Many companies are under a false sense of security because their US cloud provider operates data centers in Europe. However, the physical location alone does not solve the problem.
The US CLOUD Act of 2018 requires US companies to provide customer data upon government request, even if that data is stored in data centers outside the USA. In July 2025, Microsoft's Chief Legal Officer in France admitted before a Senate committee that Microsoft cannot guarantee that data of European customers will not be disclosed to the US government (Golem, Dr. Datenschutz).
This means: As long as the cloud provider is a US company, there remains a residual risk, regardless of where the data center is located. For companies that process personal data, operate in regulated industries, or manage critical infrastructure, this poses a serious compliance and business risk.
The drivers: GDPR, NIS2, and geopolitical reality
Three developments make the issue of data sovereignty particularly urgent right now:
Regulatory pressure: The GDPR imposes clear requirements on the processing of personal data. The NIS2 directive tightens security requirements for operators of critical infrastructures and their suppliers. Companies that do not comply with these requirements risk significant penalties.
Geopolitical uncertainty: The events surrounding the ICC have shown that political decisions in the USA can have direct impacts on European IT infrastructure. Sanctions, export restrictions, or political conflicts can, in extreme cases, lead to sudden restrictions on cloud services.
Growing dependence: US hyperscalers still control around 70 percent of the European cloud market (Fortune Business Insights). The deeper companies invest in proprietary services, the more difficult and costly it becomes to switch later, also known as vendor lock-in. A Bitkom survey confirms the trend: More and more companies in the DACH region are consciously turning away from US providers.
What can SMEs and startups do concretely?
The good news: Data sovereignty is not just a privilege of large corporations. Especially for SMEs and startups, there are practical ways today to achieve digital independence without having to forgo modern cloud technology.
Evaluate European cloud providers: The market for European alternatives is growing. Providers like Exoscale, Hetzner, OVHcloud, Scaleway, or STACKIT offer sovereign infrastructure with data locations in the EU, some with data centers directly in Austria. These providers are subject solely to European law.
Focus on open-source standards: Building your infrastructure on open standards avoids the dreaded vendor lock-in. Containerized applications can be moved between different cloud providers as needed without having to rebuild the entire architecture.
Realistically assess migration efforts: Migrating from AWS, Azure, or GCP to a European provider is not rocket science, unless you've relied too heavily on proprietary managed services. Standardized container workloads can usually be moved with manageable effort.
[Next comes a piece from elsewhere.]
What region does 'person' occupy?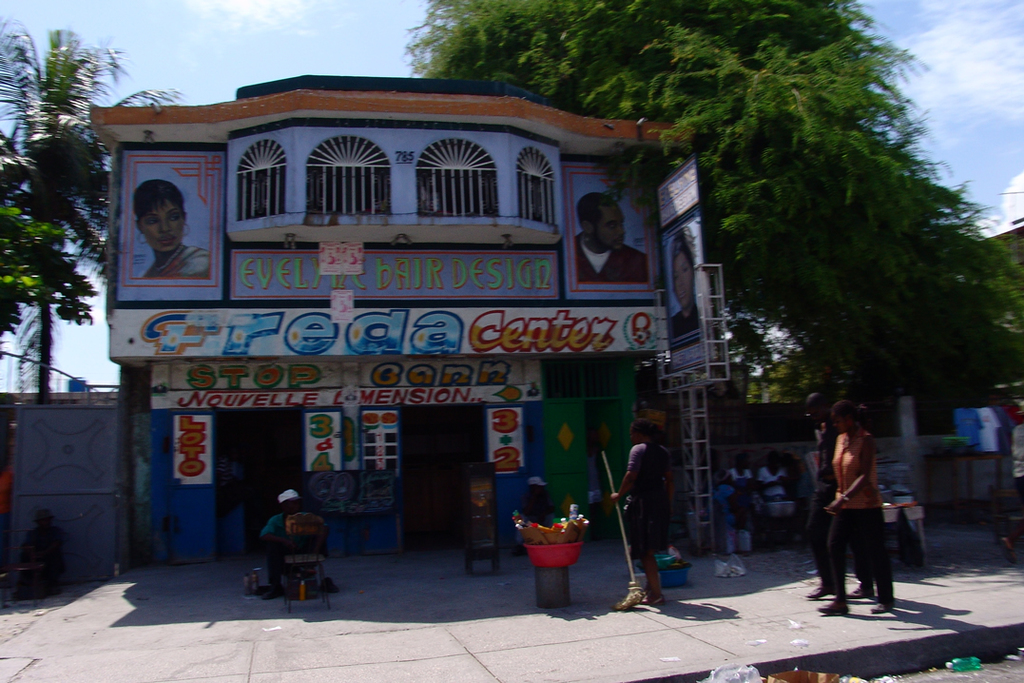
<bbox>995, 420, 1023, 556</bbox>.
We have done exactly that with a healthcare application and documented our experiences from migrating from AWS to Exoscale.
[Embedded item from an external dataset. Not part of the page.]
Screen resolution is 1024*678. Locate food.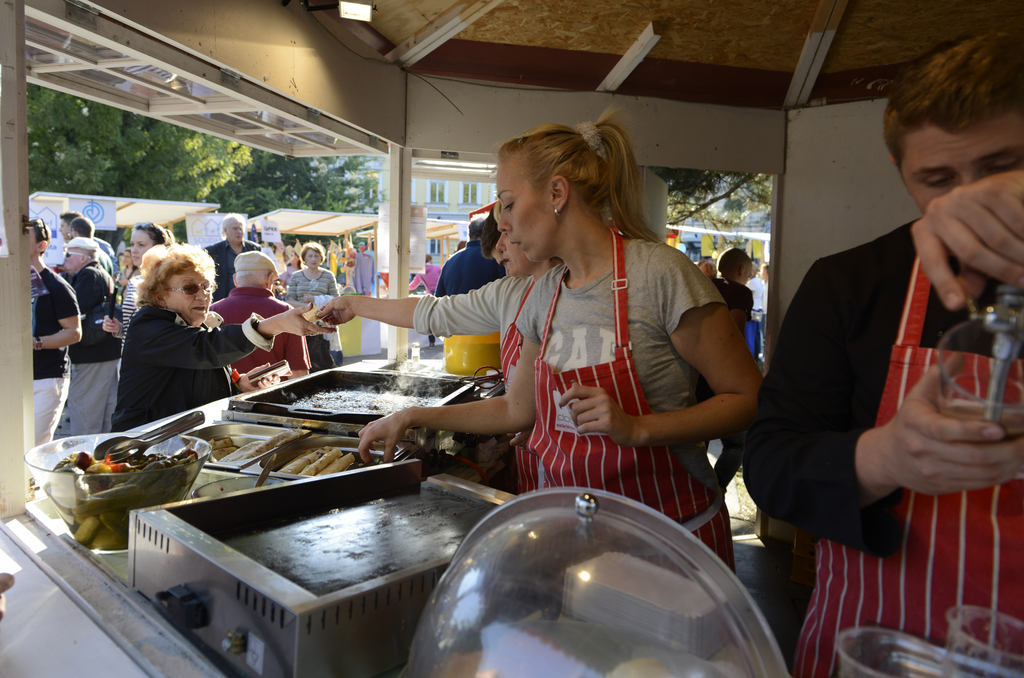
crop(56, 454, 194, 469).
Consider compliance from the start: Especially for companies in the healthcare sector, finance, or the public sector, a sovereign cloud infrastructure is not just a competitive advantage, but increasingly a regulatory necessity.
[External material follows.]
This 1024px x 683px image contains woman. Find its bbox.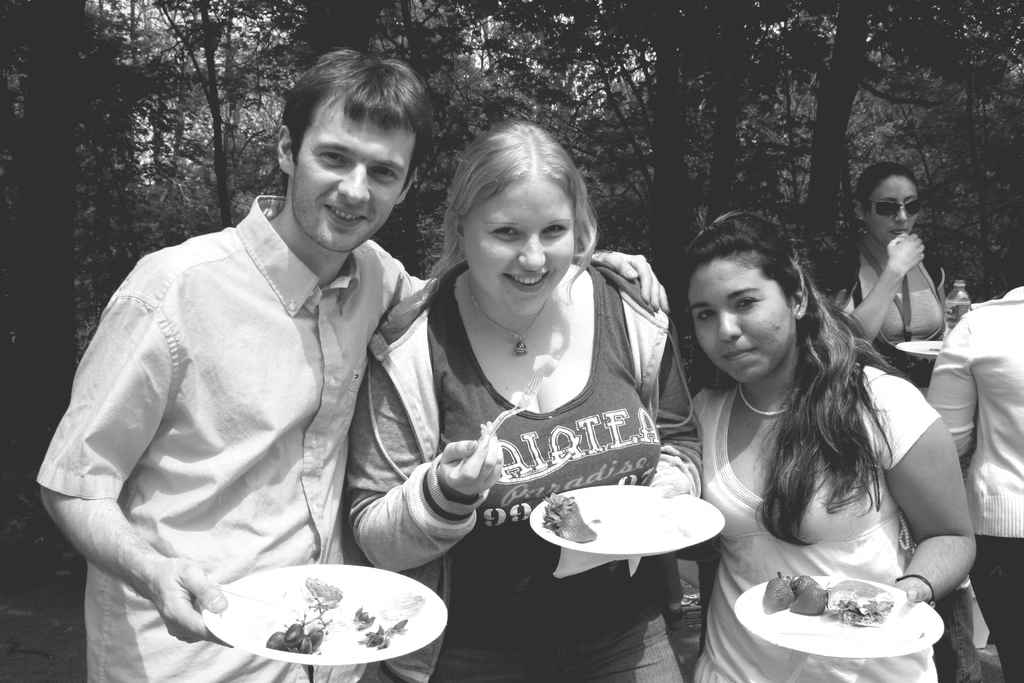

Data sovereignty as an opportunity
The topic of data sovereignty is often portrayed as a burden, as an additional requirement that incurs costs and creates complexity. I see it differently: Those who invest in sovereign infrastructure now not only gain compliance security but also build trust with customers and partners. Especially in the DACH region, data protection is perceived as a quality feature.
For us at agsolutions, data sovereignty is therefore a central issue. We rely on European infrastructure and operate our customers' applications on Exoscale, a European cloud provider with data centers, among others, in Vienna. In combination with Kubernetes, Infrastructure as Code, and automated CI/CD pipelines, we create a platform that is modern, scalable, and sovereign.
If you are wondering whether a sovereign cloud solution is right for your company, take a look at our offer for Sovereign EU Cloud & DevOps with Exoscale. We offer a free workshop where we analyze your starting position together and develop specific recommendations.